4. Korobiichuk, I., Fedushko, S., Juś, A., Syerov, Y.: Methods of Determining Information Support of Web Community User Personal Data Verification System. Automation 2017.

Advances in Intelligent Systems and Computing, vol 550. Springer, pp-144-150 (2017).

5. Brin, S., Page, L.: The anatomy of a large-scale hypertextual web search engine. Computer networks and ISDN systems, 30(1-7), 107-117 (1998).

6. Negnevitsky, M.: Artificial intelligence: a guide to intelligent systems. Pearson (2005).

7. Jain, V., Benyoucef, L., Deshmukh, S. G.: A new approach for evaluating agility in supply chains using fuzzy association rules mining. Engineering Applications of Artificial Intelli- gence, 21(3), 367-385 (2008).

8. Shakhovska, N., Kaminskyy, R., Zasoba, E., Tsiutsiura, M.: Association rules mining in big data. International Journal of Computing, 17(1), 25-32 (2018).

9. Porkodi, R., Shivakumar, B.L.: An improved association rule mining technique for xml data using Xquery and Apriori algorithm. Advance Computing, 1510-1514 (2009).

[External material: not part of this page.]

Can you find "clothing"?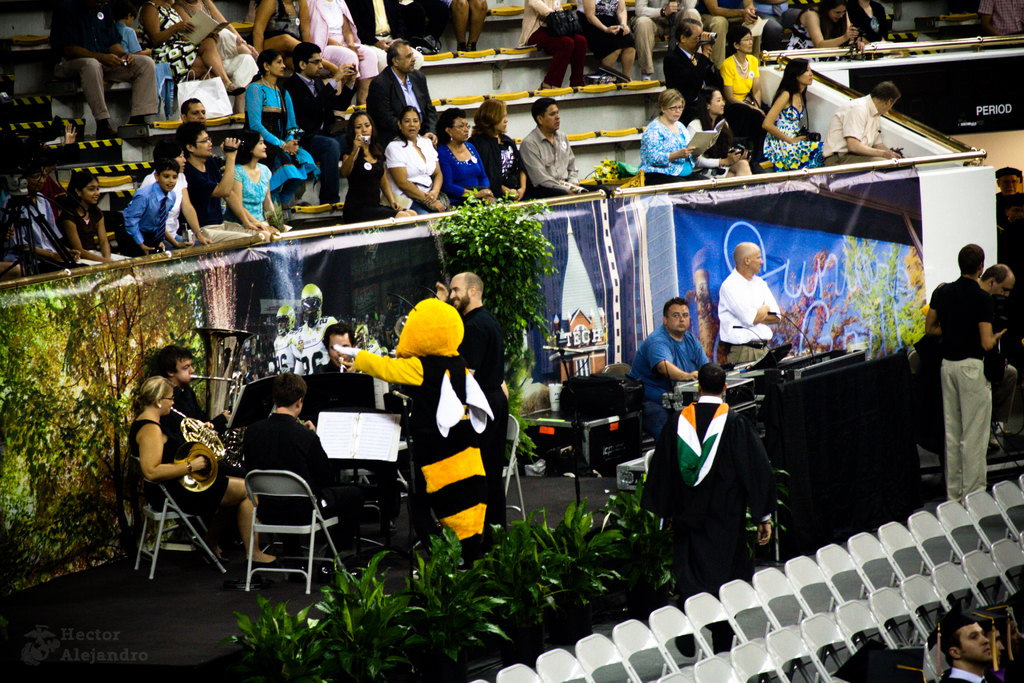
Yes, bounding box: (x1=927, y1=283, x2=992, y2=499).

10. Woo, J.: Apriori-Map/Reduce algorithm. In: Proceedings of the International Conference on Parallel and Distributed Processing Techniques and Applications, p. 1, (2012).

11. Hunyadi, D.: Performance comparison of Apriori and FP-Growth algorithms in generating association rules. European Computing Conference, 376-381 (2011).

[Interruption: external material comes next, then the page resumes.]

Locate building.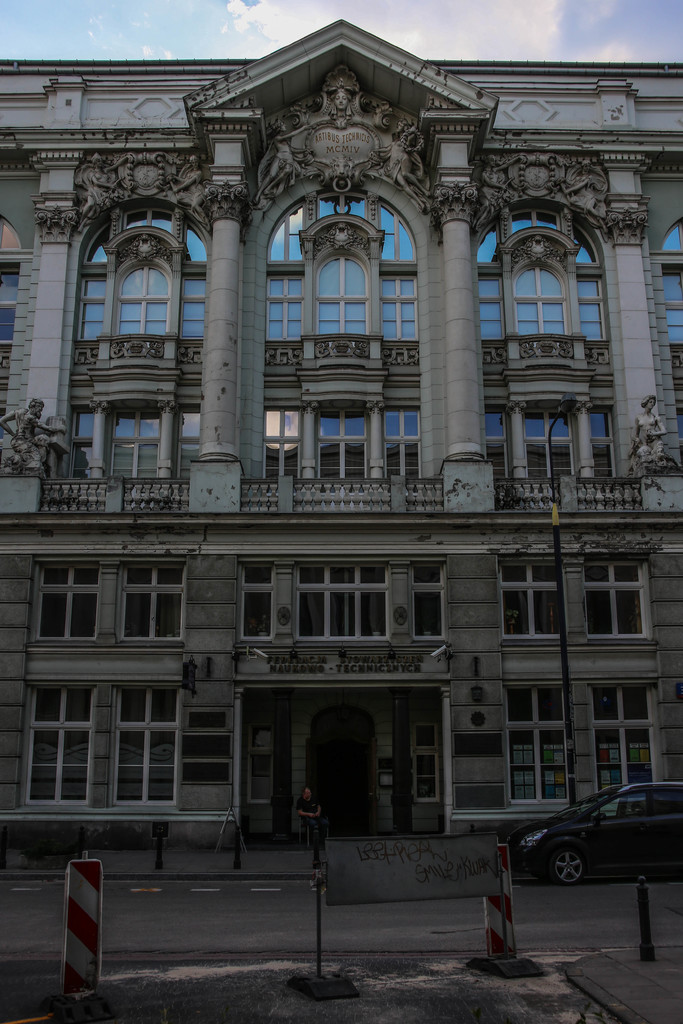
Bounding box: 0:20:682:870.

12. Khurana, K., Sharma, S.: A comparative analysis of association rule mining algorithms, In- ternational Journal of Scientific and Research Publications, vol. 3, issue 5 (2013).

13. Boyko, N., Sviridova, T., Shakhovska, N.: Use of machine learning in the forecast of clinical consequences of cancer diseases. In: 7th Mediterranean Conference on Embedded Compu- ting (MECO), pp. 1-6 (2018).

14. Veres, O., Shakhovska, N.: Elements of the formal model big date. In: XI International Conference on Perspective Technologies and Methods in MEMS Design (MEMSTECH), pp. 81-83 (2015).